'Alien' Designer H.R. Giger Has Died At 74
H.R. Giger showed us nightmare visions that were unlike those anyone else had conjured. The man who designed the Alien for Ridley Scott belongs in the pantheon of visionaries of the horrific alongside Hieronymus Bosch and Francis Bacon. Giger visualized concepts that are particularly modern, as they meld biological and mechanical elements, and are harrowingly seductive in their curvaceous sexuality. Now H.R. Giger has died at the age of 74, due to injuries sustained in a fall.Reuters reports that Swiss television news outlets reported the artist's death, with no specifics of the fall that claimed the life of the Oscar-winning designer.
Giger is best known for his work on Alien, originally inspired by the painting 'Necronom IV,' but that was merely one of many films that used (or attempted to utilize) his talents. In Alien, Giger was able to bring his visualizations to particularly vicious life, despite the omnipresent limitations of budget, time and materials.
Giger's work on Alien flowed from Alejandro Jodorowsky's attempt to film Dune, for which Giger contributed designs. Dan O'Bannon, an architect of Alien who also worked on the aborted Dune, would eventually bring Giger on to Ridley Scott's picture. One of Giger's Dune designs — which can be seen on screen in the great doc Jodorowsky's Dune — ended up in Prometheus in altered form.
And anyone who spent long Friday nights browsing a rental shop full of VHS tapes paused, probably every single week, to marvel at Giger's box art for Future-Kill. Not many rented the movie, which didn't live up to the box art, but how could it possibly do so?
Giger's art adorned album covers, not just for metal bands (Danzig, Carcass, and Celtic Frost) but also for acts like Debbie Harry and ELO. But his most significant contribution to the music scene was a painting eventually dubbed 'Penis Landscape,' which was included as a fold-out poster with 'Frankenchrist' by the Dead Kennedys. When a teen girl bought the record in the mid-'80s, the painting got the attention of the Parent's Music Resource Center (PMRC), which helped launch an obscenity trial against the band and related persons. No conviction followed, but the turmoil of the legal trouble helped destroy the Dead Kennedys.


# ASSIGNMENT
Return all lines from the listing below in which the string "cookies" occurs.

# EXTRACTED INFORMATION
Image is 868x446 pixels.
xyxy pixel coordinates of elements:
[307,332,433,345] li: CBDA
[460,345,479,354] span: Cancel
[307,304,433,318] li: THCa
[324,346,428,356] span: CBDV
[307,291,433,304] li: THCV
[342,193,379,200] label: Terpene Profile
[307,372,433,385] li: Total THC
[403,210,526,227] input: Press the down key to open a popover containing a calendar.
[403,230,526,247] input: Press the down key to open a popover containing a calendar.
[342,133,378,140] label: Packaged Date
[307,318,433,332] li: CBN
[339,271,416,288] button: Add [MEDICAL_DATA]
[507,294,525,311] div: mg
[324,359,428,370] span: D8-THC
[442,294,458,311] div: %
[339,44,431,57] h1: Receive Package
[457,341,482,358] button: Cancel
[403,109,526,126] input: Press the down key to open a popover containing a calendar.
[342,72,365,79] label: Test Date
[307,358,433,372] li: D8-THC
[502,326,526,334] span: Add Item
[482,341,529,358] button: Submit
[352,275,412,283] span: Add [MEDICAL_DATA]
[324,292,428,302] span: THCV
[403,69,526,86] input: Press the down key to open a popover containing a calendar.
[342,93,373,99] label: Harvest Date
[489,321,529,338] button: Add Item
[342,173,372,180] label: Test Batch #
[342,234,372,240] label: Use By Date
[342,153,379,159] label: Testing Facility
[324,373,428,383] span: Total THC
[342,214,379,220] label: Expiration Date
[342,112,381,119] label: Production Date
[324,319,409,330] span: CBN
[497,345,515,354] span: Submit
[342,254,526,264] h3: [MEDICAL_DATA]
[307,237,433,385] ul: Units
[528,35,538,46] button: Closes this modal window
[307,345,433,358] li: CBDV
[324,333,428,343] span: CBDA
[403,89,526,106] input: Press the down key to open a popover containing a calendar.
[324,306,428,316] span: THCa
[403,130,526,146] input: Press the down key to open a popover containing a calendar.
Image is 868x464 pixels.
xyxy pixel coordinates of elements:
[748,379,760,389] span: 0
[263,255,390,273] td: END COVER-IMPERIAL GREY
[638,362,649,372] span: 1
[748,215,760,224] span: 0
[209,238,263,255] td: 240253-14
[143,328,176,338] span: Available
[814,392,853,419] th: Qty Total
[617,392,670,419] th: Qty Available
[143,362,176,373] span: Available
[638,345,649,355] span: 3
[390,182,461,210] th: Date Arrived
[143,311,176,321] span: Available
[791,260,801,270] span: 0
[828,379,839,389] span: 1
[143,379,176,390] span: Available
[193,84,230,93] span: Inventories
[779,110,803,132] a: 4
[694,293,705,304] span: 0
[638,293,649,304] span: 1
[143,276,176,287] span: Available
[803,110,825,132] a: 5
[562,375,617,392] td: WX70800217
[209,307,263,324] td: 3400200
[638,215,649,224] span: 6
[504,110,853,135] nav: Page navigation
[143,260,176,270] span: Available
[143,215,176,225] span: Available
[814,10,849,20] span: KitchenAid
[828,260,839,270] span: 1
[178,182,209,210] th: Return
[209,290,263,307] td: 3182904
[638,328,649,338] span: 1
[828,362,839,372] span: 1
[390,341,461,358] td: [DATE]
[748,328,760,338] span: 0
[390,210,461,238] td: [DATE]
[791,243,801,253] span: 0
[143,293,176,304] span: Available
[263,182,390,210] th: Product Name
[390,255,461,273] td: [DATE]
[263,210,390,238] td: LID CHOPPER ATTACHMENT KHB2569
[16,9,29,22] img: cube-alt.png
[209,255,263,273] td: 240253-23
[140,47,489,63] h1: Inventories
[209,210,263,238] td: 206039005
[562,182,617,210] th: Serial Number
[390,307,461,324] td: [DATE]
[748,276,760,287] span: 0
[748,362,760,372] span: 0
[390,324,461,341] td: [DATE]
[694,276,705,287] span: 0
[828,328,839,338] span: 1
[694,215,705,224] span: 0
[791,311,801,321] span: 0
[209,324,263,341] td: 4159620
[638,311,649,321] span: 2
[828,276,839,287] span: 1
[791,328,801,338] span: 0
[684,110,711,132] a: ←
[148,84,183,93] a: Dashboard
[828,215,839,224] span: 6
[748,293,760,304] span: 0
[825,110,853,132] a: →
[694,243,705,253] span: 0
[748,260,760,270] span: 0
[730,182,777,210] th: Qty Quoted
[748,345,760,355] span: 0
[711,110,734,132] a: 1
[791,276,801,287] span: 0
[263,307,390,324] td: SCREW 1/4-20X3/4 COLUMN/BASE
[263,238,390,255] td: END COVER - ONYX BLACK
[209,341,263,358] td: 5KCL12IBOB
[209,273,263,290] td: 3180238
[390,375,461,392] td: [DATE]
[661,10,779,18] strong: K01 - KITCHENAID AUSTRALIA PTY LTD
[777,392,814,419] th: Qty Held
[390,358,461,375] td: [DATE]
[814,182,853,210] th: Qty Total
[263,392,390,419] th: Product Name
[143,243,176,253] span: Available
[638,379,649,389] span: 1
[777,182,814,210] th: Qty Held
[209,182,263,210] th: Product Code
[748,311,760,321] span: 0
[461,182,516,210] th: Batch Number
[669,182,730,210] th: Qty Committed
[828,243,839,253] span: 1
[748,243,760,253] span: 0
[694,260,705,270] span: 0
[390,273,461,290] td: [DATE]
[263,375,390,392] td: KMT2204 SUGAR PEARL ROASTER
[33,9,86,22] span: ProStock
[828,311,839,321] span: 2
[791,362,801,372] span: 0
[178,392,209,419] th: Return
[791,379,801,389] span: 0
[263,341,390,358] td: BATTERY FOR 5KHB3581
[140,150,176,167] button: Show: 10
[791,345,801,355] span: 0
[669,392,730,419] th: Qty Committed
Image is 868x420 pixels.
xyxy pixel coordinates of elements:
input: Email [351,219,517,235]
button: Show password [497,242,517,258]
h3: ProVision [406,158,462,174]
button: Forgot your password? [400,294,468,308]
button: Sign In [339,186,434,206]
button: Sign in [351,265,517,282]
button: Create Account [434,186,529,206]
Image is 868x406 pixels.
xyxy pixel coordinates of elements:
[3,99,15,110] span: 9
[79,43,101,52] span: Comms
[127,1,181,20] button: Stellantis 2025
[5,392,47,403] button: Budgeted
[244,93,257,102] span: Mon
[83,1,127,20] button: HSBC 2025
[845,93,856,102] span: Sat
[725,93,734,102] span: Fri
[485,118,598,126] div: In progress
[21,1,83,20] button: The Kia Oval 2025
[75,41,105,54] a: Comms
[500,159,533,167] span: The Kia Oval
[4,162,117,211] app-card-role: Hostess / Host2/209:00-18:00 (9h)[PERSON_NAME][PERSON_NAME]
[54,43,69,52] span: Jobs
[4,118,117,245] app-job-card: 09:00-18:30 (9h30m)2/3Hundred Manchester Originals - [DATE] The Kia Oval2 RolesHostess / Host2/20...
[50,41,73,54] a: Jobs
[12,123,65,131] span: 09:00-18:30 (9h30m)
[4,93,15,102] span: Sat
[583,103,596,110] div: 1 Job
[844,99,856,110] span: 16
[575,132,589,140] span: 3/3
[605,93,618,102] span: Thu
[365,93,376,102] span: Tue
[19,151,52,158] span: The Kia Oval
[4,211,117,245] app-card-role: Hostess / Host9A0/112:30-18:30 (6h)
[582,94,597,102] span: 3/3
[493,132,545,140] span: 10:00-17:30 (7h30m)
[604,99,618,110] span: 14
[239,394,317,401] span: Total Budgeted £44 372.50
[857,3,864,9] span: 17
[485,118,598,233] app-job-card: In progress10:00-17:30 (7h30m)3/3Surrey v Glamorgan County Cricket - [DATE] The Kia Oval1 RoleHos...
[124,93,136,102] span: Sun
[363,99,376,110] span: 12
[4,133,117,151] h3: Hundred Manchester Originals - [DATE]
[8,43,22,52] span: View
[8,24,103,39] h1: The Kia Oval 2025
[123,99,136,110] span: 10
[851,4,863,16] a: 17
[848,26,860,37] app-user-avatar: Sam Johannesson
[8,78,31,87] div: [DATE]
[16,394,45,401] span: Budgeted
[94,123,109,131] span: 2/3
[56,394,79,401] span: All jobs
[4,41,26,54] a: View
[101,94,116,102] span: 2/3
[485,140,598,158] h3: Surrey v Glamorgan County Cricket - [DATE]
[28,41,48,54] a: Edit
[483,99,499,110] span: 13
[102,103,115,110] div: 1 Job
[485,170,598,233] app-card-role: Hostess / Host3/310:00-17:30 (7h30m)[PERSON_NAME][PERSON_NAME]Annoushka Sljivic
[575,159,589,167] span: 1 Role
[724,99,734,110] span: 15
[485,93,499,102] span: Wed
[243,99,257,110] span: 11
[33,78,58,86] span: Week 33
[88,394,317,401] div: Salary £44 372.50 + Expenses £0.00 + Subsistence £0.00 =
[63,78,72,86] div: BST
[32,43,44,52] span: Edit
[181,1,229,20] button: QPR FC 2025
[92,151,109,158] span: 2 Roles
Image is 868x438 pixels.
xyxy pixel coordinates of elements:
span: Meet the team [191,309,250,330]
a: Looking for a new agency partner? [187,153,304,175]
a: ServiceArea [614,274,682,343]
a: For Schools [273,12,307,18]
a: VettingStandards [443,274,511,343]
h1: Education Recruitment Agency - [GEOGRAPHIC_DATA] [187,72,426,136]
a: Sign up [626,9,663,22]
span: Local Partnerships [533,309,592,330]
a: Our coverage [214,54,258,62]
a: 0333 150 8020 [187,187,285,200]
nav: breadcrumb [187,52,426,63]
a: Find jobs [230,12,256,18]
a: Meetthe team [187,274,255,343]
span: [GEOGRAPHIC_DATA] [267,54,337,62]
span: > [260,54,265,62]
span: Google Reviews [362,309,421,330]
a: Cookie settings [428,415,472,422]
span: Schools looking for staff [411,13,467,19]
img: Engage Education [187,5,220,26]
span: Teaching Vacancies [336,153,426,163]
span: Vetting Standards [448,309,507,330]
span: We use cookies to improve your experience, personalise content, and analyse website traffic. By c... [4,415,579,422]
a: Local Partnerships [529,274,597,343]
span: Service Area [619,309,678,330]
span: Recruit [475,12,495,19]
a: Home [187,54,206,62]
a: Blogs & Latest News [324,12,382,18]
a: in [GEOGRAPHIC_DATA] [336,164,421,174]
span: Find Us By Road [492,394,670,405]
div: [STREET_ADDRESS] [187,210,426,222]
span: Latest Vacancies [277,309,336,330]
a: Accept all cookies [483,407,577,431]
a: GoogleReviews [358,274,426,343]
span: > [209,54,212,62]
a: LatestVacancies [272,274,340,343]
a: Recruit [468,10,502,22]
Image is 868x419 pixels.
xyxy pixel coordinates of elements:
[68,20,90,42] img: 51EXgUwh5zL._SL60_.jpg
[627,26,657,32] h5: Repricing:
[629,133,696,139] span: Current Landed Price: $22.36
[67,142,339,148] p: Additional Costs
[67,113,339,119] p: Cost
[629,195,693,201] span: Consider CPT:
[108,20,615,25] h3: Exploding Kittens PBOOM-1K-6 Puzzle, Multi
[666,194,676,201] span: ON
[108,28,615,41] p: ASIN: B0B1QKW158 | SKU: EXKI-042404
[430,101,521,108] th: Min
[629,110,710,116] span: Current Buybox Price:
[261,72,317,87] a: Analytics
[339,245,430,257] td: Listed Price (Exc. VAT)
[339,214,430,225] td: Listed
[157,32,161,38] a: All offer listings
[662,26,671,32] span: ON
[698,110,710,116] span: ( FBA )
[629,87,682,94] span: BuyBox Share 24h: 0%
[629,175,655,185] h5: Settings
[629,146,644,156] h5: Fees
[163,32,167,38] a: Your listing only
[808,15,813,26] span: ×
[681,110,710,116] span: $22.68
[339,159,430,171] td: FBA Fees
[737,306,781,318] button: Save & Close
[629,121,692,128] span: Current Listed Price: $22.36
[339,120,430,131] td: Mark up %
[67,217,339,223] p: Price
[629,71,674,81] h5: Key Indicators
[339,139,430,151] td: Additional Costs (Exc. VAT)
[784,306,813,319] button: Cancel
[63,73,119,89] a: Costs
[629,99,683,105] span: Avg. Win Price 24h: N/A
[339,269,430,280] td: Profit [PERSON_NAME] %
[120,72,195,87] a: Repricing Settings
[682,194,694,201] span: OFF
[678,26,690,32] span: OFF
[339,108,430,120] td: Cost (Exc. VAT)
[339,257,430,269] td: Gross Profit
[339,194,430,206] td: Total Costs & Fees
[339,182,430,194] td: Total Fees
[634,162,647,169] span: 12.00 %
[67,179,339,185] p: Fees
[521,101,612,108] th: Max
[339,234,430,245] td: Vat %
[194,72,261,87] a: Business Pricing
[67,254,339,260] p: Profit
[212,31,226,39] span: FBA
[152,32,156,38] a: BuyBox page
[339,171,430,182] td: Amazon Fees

# ANSWER TO THE EXERCISE
span: We use cookies to improve your experience, personalise content, and analyse website traffic. By c... [4,415,579,422]
a: Accept all cookies [483,407,577,431]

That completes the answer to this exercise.